One potential issue is calling bound methods (in the duck typing sense)
when the LOAD_METHOD optimization is *not* used. This would happen for
example when storing a bound method object somewhere and then calling it
(possibly repeatedly). Perhaps that's not a very common thing and we
should just live with that. However, since __self__ is part of the PEP
580 protocol, it allows calling a bound method object without any
performance penalty compared to calling the underlying function directly.
Similarly, a follow-up of PEP 580 could allow zero-overhead calling of
static/class methods (I didn't put this in PEP 580 because it's already
too long).
> As far as I can see, PEP 580 claims not much improvement in CPython,
> but rather large improvements for extensions (Mistune with Cython).

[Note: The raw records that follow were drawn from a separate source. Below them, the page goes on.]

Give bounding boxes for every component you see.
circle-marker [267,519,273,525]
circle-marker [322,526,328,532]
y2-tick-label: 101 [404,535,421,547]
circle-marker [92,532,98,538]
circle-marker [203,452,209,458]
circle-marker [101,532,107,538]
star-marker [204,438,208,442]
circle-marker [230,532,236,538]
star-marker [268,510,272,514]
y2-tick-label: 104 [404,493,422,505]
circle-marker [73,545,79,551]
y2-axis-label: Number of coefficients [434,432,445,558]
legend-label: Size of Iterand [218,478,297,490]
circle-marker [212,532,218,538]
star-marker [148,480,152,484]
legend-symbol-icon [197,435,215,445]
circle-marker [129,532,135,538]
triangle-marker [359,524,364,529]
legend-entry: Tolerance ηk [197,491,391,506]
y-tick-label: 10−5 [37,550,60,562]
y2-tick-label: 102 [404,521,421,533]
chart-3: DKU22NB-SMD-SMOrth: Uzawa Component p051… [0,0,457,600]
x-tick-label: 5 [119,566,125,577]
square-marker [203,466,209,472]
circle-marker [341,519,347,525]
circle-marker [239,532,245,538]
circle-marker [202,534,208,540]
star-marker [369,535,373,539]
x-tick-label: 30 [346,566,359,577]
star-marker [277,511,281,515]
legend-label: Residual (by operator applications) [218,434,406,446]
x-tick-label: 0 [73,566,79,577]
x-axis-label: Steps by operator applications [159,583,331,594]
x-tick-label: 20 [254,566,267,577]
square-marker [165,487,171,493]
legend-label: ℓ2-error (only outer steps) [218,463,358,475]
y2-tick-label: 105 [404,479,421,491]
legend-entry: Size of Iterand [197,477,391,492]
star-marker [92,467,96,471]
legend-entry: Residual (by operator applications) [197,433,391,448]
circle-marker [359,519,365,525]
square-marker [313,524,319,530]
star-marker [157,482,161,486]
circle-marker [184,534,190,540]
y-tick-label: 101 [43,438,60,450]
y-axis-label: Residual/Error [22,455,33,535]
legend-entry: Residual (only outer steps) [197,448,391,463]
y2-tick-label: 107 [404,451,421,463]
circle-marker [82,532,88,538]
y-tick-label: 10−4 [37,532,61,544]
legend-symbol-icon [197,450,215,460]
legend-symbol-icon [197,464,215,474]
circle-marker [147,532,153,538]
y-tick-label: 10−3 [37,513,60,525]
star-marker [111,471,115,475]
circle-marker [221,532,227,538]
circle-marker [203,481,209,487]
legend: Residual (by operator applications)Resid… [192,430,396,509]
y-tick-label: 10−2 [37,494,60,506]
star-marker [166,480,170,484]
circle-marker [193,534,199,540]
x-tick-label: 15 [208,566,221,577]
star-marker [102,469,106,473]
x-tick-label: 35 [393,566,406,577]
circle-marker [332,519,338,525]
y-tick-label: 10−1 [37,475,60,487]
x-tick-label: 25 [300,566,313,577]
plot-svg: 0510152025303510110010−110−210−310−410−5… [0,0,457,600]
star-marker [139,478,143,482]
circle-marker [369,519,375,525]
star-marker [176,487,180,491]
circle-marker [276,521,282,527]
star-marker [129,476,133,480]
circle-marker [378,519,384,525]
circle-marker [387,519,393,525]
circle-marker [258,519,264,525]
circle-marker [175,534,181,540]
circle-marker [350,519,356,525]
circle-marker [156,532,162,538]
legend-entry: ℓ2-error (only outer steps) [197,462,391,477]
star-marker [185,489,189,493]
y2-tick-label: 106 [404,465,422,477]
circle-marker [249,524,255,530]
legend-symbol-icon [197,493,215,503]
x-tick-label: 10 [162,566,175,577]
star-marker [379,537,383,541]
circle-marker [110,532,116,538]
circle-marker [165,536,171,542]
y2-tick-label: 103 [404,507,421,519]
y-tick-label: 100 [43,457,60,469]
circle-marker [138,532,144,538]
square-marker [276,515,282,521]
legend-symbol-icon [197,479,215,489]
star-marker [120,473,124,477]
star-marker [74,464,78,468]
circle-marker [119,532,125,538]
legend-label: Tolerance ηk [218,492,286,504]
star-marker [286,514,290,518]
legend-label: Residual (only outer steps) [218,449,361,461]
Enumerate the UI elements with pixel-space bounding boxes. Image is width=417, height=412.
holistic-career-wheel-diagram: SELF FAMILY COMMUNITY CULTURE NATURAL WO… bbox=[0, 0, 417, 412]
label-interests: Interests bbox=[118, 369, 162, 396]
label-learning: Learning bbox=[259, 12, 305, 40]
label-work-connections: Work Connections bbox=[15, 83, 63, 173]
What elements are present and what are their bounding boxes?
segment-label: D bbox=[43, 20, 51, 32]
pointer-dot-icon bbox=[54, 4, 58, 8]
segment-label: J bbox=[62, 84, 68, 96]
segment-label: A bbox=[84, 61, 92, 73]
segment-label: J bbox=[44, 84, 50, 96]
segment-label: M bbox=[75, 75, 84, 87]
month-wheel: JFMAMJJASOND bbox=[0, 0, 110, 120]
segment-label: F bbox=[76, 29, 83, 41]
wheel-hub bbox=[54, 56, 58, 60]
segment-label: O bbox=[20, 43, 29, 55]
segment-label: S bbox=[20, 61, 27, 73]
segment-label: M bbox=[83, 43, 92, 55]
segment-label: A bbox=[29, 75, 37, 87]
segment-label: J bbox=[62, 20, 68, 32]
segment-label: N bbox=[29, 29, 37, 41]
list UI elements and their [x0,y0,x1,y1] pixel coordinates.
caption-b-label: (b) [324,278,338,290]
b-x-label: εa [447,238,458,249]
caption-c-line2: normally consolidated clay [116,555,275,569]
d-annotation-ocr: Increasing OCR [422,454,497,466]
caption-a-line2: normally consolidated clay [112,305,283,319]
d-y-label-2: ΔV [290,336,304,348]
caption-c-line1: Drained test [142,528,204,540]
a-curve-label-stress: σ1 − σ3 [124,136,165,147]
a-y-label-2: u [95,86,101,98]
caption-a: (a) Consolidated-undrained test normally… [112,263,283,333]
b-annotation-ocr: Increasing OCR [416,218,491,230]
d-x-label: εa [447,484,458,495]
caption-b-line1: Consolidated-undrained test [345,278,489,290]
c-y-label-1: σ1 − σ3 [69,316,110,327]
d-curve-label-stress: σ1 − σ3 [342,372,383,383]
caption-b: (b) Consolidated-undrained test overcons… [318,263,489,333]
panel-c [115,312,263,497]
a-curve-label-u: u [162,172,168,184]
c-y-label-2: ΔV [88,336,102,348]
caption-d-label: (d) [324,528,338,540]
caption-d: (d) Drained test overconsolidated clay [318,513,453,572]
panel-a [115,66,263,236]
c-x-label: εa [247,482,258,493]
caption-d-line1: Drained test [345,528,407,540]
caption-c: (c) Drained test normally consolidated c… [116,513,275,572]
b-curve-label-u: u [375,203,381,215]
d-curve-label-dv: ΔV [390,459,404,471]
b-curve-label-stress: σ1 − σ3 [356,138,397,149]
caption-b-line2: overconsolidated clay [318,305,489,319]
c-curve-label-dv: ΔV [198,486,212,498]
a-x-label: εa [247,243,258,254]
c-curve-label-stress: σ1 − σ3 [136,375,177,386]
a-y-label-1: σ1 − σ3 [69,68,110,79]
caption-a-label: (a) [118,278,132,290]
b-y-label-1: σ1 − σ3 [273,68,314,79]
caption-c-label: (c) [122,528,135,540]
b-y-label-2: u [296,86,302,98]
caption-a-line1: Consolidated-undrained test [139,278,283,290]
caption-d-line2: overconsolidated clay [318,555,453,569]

Cython is indeed the main reason for PEP 580.
> The pre-PEP has a complication around offsetting arguments by 1 to
> allow bound methods forward calls cheaply.
I honestly don't understand what this "offset by one" means or why it's
useful. It should be better explained in the PEP.
> The pre-PEP's "any third-party class implementing the new call
> interface will not be usable as a base class" looks quite limiting.
I agree, this is pretty bad. However, I don't think that there is a need
for this limitation. PEP 580 solves this by only inheriting the
Py_TPFLAGS_HAVE_CCALL flag in specific cases. PEP 576bis could do
something similar.
Finally, I don't agree with this sentence from PEP 576bis: PEP 580 is
specifically targetted at function-like objects, and doesn't support
other callables like classes, partial functions, or proxies.
It's true that classes are not supported (and I wonder how PEP 576bis
deals with that, it would be good to explain that more explicitly) but
other callables are not a problem.
Jeroen.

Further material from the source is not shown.